Oil rich Saudi is not the only country getting slack for greenhouse gas emissions. This Canadian writer points the finger at Canada, where tar sands are yet to be an issue at climate change talks.
Climate activist groups have been attacking Saudi Arabia, saying the Middle East country is playing an obstructionist role at climate change talks. According to Derek Armstrong, from Persona Corp, Canada and their tar sands projects, should be the one taking a beating at this month’s climate change talks at Copenhagen. Armstrong has written a report on Canada’s failure to safeguard nature and people from the effects of the tar sands, not to mention the climate impact. Read on for the whole story:
“You can’t go for a walk in the forest without having an impact, because you left a footprint. That doesn’t mean you shouldn’t go for a walk in the forest,” Brian Ferguson, CEO, Cenovus Energy Inc., a company that owns interests in the Alberta tar sands development.
In these pre-Copenhagen days, Canada has become a bit of a whipping boy over its environmental record, especially regarding the Alberta tar sands, that vast (149,000 square kilometers) bleak area where forests have been clear-cut and the earth dug up to get at the black, oil-rich dirt.
Foreign journalists, politicians and environmentalists have attacked Canada for obstructing progress in reducing greenhouse gas emissions and for putting profit before care of the environment. George Monbiot of the Guardian wrote: “The immediate threat to the global effort to sustain a peaceful and stable world comes not from Saudi Arabia or Iran or China. It comes from Canada. How could that be true?”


= DIRECTIONS =
Leaving out all pictures, write down exactly the lines from the one containing "Describe the element at coordinates (255, 259)" through the last line of the material.

= RECORDS SUPPLIED =
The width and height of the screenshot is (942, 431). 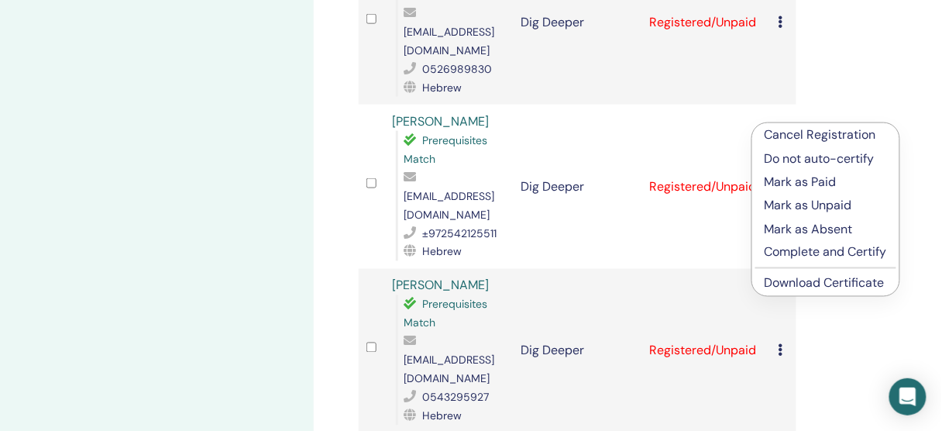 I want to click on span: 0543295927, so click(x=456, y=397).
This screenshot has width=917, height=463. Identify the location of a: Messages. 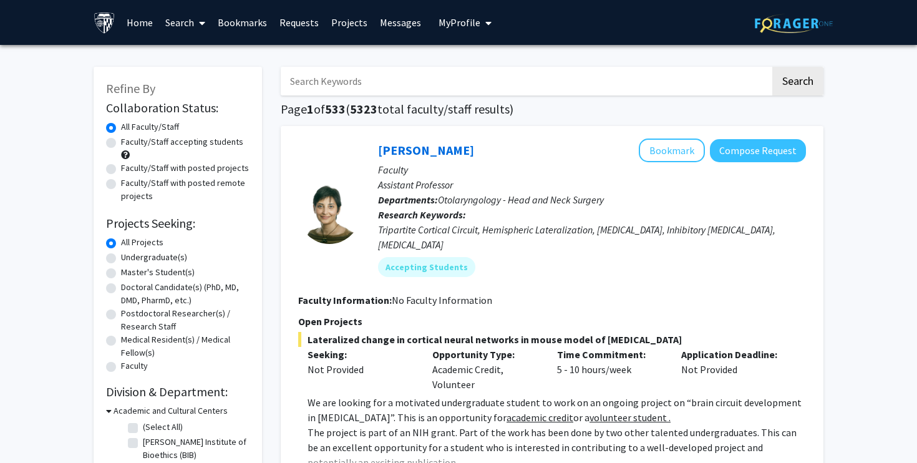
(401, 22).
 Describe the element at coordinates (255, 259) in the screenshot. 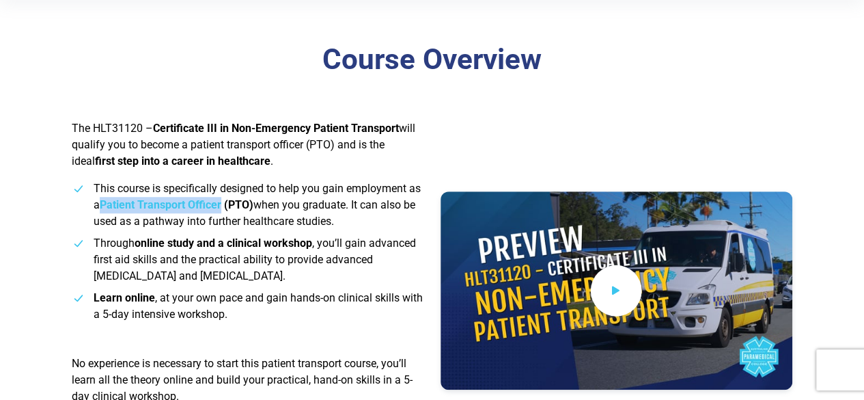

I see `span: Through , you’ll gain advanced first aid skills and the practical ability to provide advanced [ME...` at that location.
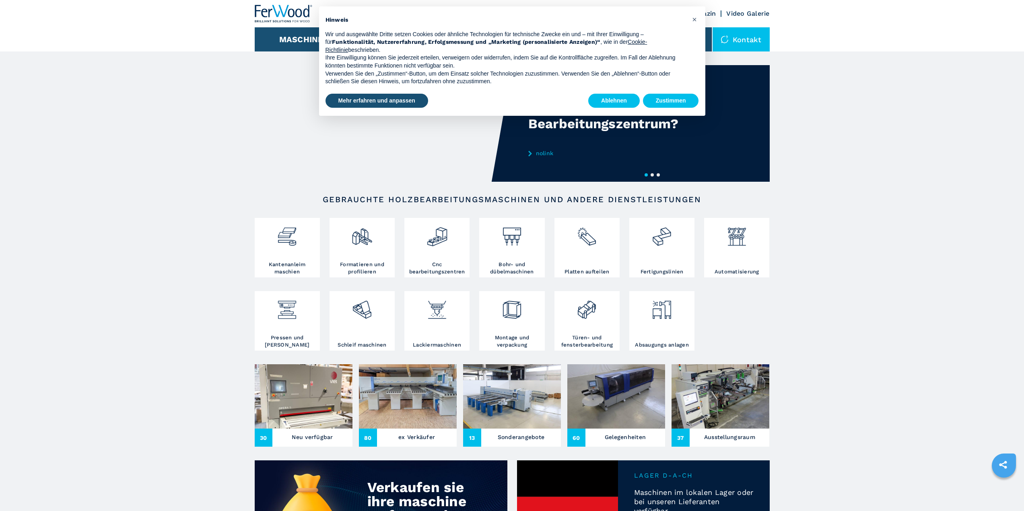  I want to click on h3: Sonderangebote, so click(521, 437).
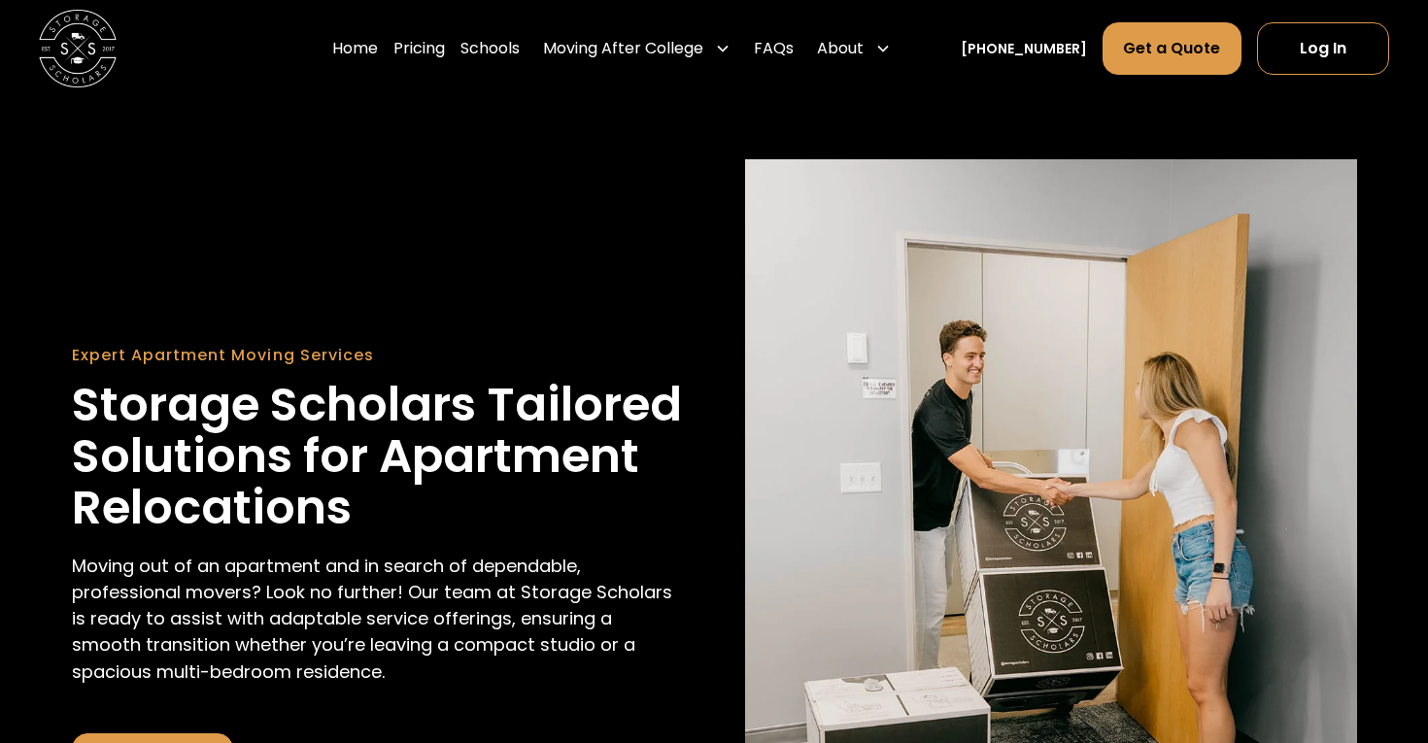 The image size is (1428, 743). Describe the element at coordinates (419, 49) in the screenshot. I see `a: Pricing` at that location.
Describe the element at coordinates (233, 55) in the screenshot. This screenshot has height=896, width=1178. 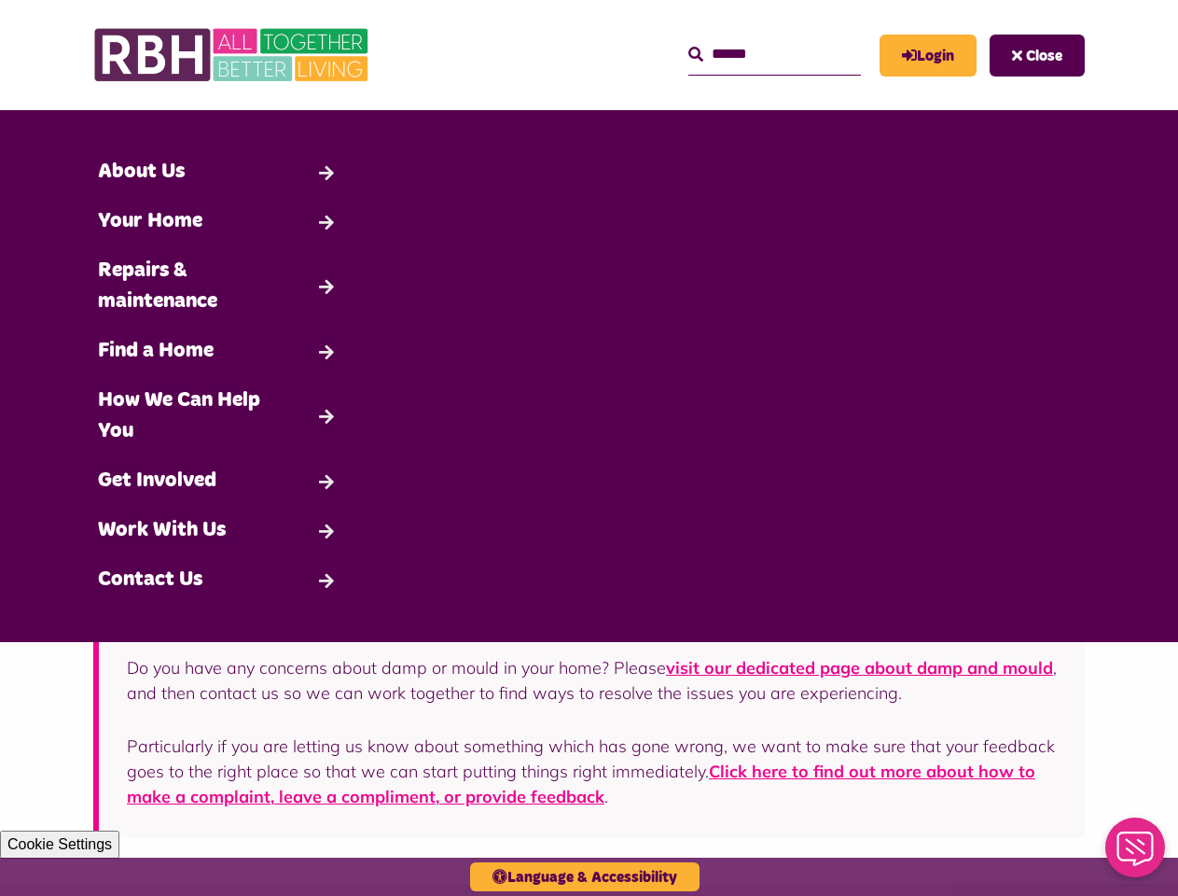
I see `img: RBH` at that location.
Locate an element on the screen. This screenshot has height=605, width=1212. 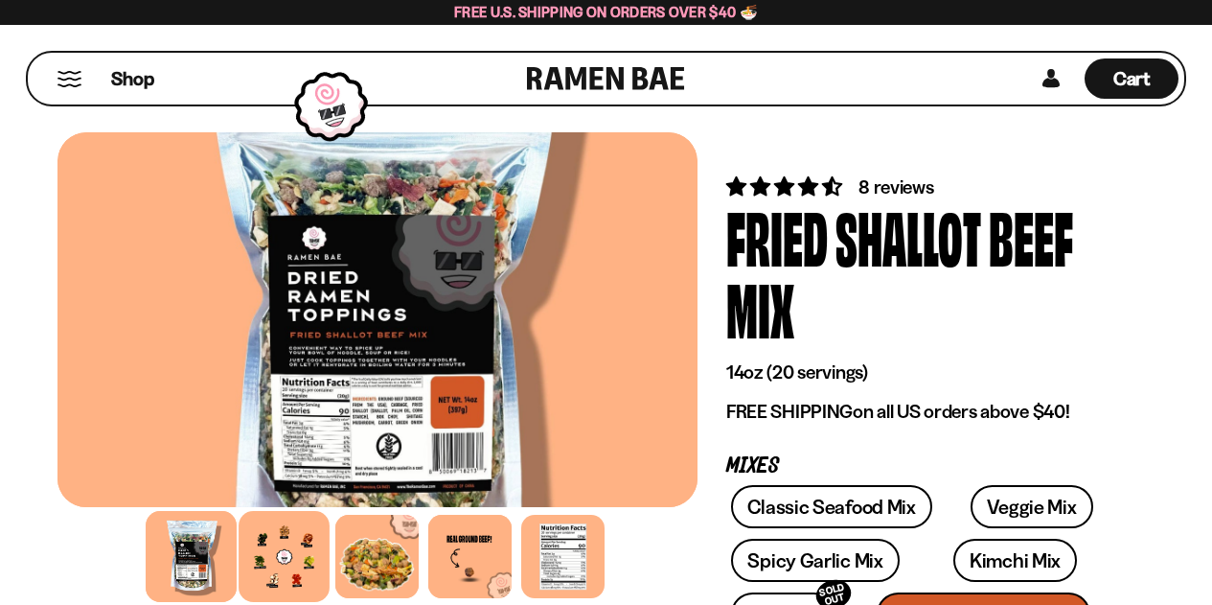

= RESPONSE AREA =
 Describe the element at coordinates (255, 259) in the screenshot. 

I see `span: Through , you’ll gain advanced first aid skills and the practical ability to provide advanced [ME...` at that location.
  I want to click on h3: Sonderangebote, so click(521, 437).
 The image size is (1428, 743). Describe the element at coordinates (419, 49) in the screenshot. I see `a: Pricing` at that location.
Describe the element at coordinates (233, 55) in the screenshot. This screenshot has height=896, width=1178. 
I see `img: RBH` at that location.
Locate an element on the screen. This screenshot has height=605, width=1212. 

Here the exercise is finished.